Since October 7, since the brutal murder of over 1,200 innocent Israeli citizens, I’ve time and time again lost friends for standing proudly and unapologetically as a Jew. Before this “intervention” from my so-called closest friends, there were many others who walked away without a word, unfollowed me on social media, and gave me dirty looks when I walked by. But this moment was different. This time, they weren’t just fading away; they were choosing to leave. And I was choosing a path they couldn’t follow.
For months afterward, I woke from nightmares of being hunted, carrying the night terrors’ residue into the daylight. Even sitting in class felt risky. And still, I spoke up for Israel, knowing it could cost me every friendship I had left.
And I know I’m not alone. Across the world, Jews are losing friends, colleagues, and even family members simply for defending our right to exist.
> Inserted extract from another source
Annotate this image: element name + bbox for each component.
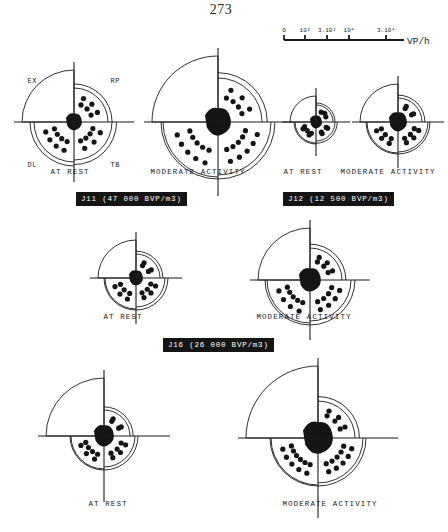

People who once celebrated birthdays together, studied side by side, and supported each other through heartbreaks and milestones are watching those ties evaporate the moment they voice solidarity with Israel. It’s not just a personal heartbreak; it’s a sign of something deeper. We are living in a culture that treats friendship as conditional on perfect political alignment, and disagreement as a threat rather than an invitation to understand.
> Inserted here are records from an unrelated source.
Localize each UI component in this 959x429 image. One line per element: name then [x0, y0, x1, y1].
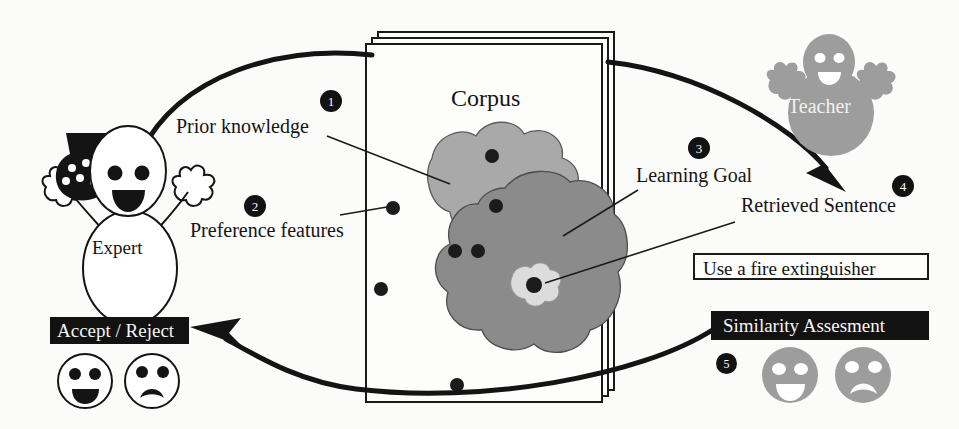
expert-hat-dot: [82, 159, 90, 167]
expert-hat-dot: [68, 164, 76, 172]
expert-body: [83, 211, 177, 325]
expert-sad-face-icon: [125, 354, 179, 408]
diagram-canvas: Prior knowledge Preference features Corp…: [0, 0, 959, 429]
teacher-eye-left: [815, 53, 826, 63]
teacher-sad-eye-right: [868, 361, 882, 373]
teacher-eye-right: [834, 53, 845, 63]
arrowhead-to-accept-reject: [190, 318, 243, 347]
corpus-title: Corpus: [451, 86, 520, 110]
expert-sad-eye-right: [157, 366, 169, 378]
expert-right-hand-icon: [173, 166, 215, 206]
step-badge-1: 1: [320, 90, 342, 112]
step-badge-3: 3: [688, 137, 710, 159]
teacher-label: Teacher: [788, 96, 851, 116]
expert-label: Expert: [92, 238, 143, 257]
accept-reject-text: Accept / Reject: [57, 320, 174, 342]
teacher-happy-eye-right: [794, 363, 808, 375]
corpus-point: [489, 199, 503, 213]
expert-hat-dot: [76, 174, 84, 182]
expert-eye-left: [108, 166, 123, 181]
label-preference-features: Preference features: [190, 220, 344, 240]
label-learning-goal: Learning Goal: [636, 165, 752, 185]
similarity-assessment-box: Similarity Assesment: [711, 311, 929, 340]
expert-sad-eye-left: [136, 366, 148, 378]
expert-happy-eye-left: [69, 368, 81, 380]
step-badge-5: 5: [716, 353, 737, 374]
expert-eye-right: [135, 166, 150, 181]
corpus-point: [485, 149, 499, 163]
teacher-sad-eye-left: [845, 361, 859, 373]
teacher-sad-face-icon: [835, 347, 891, 403]
corpus-point-retrieved: [526, 277, 542, 293]
retrieved-sentence-text: Use a fire extinguisher: [703, 258, 876, 280]
accept-reject-box: Accept / Reject: [50, 317, 189, 344]
step-badge-4: 4: [892, 175, 914, 197]
label-prior-knowledge: Prior knowledge: [176, 116, 309, 136]
corpus-point: [386, 201, 400, 215]
retrieved-sentence-box: Use a fire extinguisher: [693, 253, 929, 280]
corpus-point: [374, 282, 388, 296]
corpus-point: [448, 244, 462, 258]
teacher-happy-eye-left: [772, 363, 786, 375]
similarity-assessment-text: Similarity Assesment: [723, 315, 885, 337]
expert-happy-eye-right: [89, 368, 101, 380]
step-badge-2: 2: [244, 195, 266, 217]
label-retrieved-sentence: Retrieved Sentence: [741, 195, 896, 215]
corpus-point: [471, 244, 485, 258]
expert-hat-dot: [62, 177, 70, 185]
What does it say about us that bonds forged over years can dissolve in an instant? That loyalty has become so fragile, and moral seriousness so brittle, that the cost of standing with one’s people can mean exile from one’s chosen family? The erosion of trust between friends mirrors the erosion of trust in our society itself. If we cannot hold space for one another’s deepest convictions, if we cannot love across differences, then we risk losing not just friendships, but the very possibility of a shared moral and civic life.
I speak especially to those on the Left, because I once counted myself among you. I believed in your promise: freedom of thought, respect for those unlike ourselves, and a commitment to open debate. But that spirit has curdled. A movement that once championed liberal values has become illiberal, punishing dissent, rewarding conformity, and narrowing the range of acceptable voices. The very community that once urged tolerance has closed its ranks against anyone who breaks from the approved script, even those who share its historic commitments to justice and human dignity. Our culture is growing narrow, brittle, hypocritical, and unable to extend to others the generosity it claims as its core.
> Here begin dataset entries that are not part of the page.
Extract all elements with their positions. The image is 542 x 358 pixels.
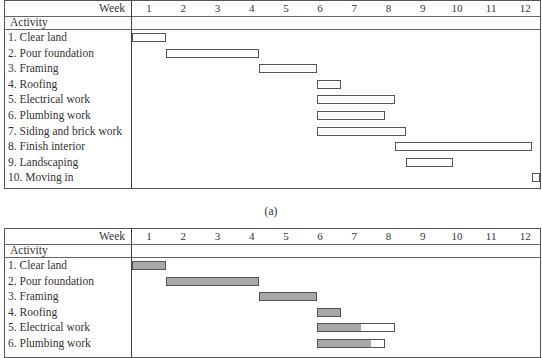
- progress-fill: [318, 340, 371, 347]
- task-bar: [317, 127, 406, 136]
- week-tick: 11: [481, 1, 501, 16]
- week-tick: 8: [379, 1, 399, 16]
- activity-name: 6. Plumbing work: [8, 336, 91, 351]
- gantt-chart-a: Week123456789101112Activity1. Clear land…: [4, 0, 541, 189]
- week-tick: 6: [310, 229, 330, 244]
- gantt-chart-b: Week123456789101112Activity1. Clear land…: [4, 228, 541, 358]
- activity-row: Activity: [5, 16, 540, 30]
- week-tick: 6: [310, 1, 330, 16]
- week-tick: 12: [515, 1, 535, 16]
- activity-name: 9. Landscaping: [8, 155, 78, 170]
- week-tick: 7: [344, 229, 364, 244]
- task-bar: [166, 49, 258, 58]
- task-bar: [317, 339, 385, 348]
- activity-name: 7. Siding and brick work: [8, 124, 122, 139]
- activity-name: 3. Framing: [8, 61, 58, 76]
- task-bar: [259, 292, 317, 301]
- task-bar: [532, 173, 540, 182]
- activity-label: Activity: [10, 244, 48, 257]
- activity-name: 1. Clear land: [8, 258, 67, 273]
- week-tick: 5: [276, 1, 296, 16]
- task-bar: [317, 308, 341, 317]
- task-bar: [166, 277, 258, 286]
- header-row: Week123456789101112: [5, 1, 540, 17]
- task-bar: [317, 95, 396, 104]
- activity-name: 2. Pour foundation: [8, 46, 94, 61]
- week-tick: 3: [208, 1, 228, 16]
- activity-name: 10. Moving in: [8, 170, 74, 185]
- activity-name: 5. Electrical work: [8, 320, 90, 335]
- activity-name: 5. Electrical work: [8, 92, 90, 107]
- week-tick: 2: [173, 1, 193, 16]
- activity-name: 1. Clear land: [8, 30, 67, 45]
- caption-a: (a): [0, 205, 542, 217]
- task-bar: [132, 33, 166, 42]
- activity-name: 6. Plumbing work: [8, 108, 91, 123]
- column-divider: [131, 229, 132, 357]
- week-tick: 1: [139, 229, 159, 244]
- week-tick: 3: [208, 229, 228, 244]
- week-tick: 12: [515, 229, 535, 244]
- task-bar: [317, 80, 341, 89]
- task-bar: [259, 64, 317, 73]
- activity-name: 4. Roofing: [8, 305, 57, 320]
- activity-name: 3. Framing: [8, 289, 58, 304]
- task-bar: [317, 323, 396, 332]
- activity-name: 4. Roofing: [8, 77, 57, 92]
- task-bar: [132, 261, 166, 270]
- week-tick: 9: [413, 229, 433, 244]
- week-tick: 9: [413, 1, 433, 16]
- week-tick: 11: [481, 229, 501, 244]
- activity-row: Activity: [5, 244, 540, 258]
- week-tick: 1: [139, 1, 159, 16]
- progress-fill: [133, 262, 165, 269]
- activity-name: 8. Finish interior: [8, 139, 85, 154]
- column-divider: [131, 1, 132, 188]
- progress-fill: [318, 324, 361, 331]
- week-label: Week: [5, 229, 125, 244]
- week-tick: 10: [447, 229, 467, 244]
- progress-fill: [318, 309, 340, 316]
- activity-name: 2. Pour foundation: [8, 274, 94, 289]
- week-tick: 8: [379, 229, 399, 244]
- progress-fill: [260, 293, 316, 300]
- task-bar: [406, 158, 454, 167]
- week-tick: 5: [276, 229, 296, 244]
- week-tick: 2: [173, 229, 193, 244]
- progress-fill: [167, 278, 257, 285]
- week-label: Week: [5, 1, 125, 16]
- week-tick: 4: [242, 229, 262, 244]
- week-tick: 10: [447, 1, 467, 16]
- task-bar: [395, 142, 532, 151]
- task-bar: [317, 111, 385, 120]
- activity-label: Activity: [10, 16, 48, 29]
- week-tick: 7: [344, 1, 364, 16]
- week-tick: 4: [242, 1, 262, 16]
- header-row: Week123456789101112: [5, 229, 540, 245]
And so this is the story of what happened with my closest friends. They could not hold two truths at once. I kept asking myself: Did I leave them, or did they leave me? Eventually, the answer was clear. The moment they drew their “moral line” was the moment they walked away. I am still on my journey, trying to carve out a life shaped by the change I want to see in the world. And there they remain, far from war, connected to this conflict only through headlines — yet certain of what I should or should not do.
Jews are not vengeful people. We do not seek revenge; we seek peace, safety, and a place among the nations. Our tradition teaches us to step into the world with questions, with open minds, and with the courage to wrestle with complexity. That same spirit is what our fractured world needs most right now. We must relearn how to hold nuance, how to let curiosity temper outrage, and how to act with love even in disagreement. Only by reclaiming that generosity of spirit can we mend what has been torn and build a future where friendship, empathy, and truth prove stronger than fear.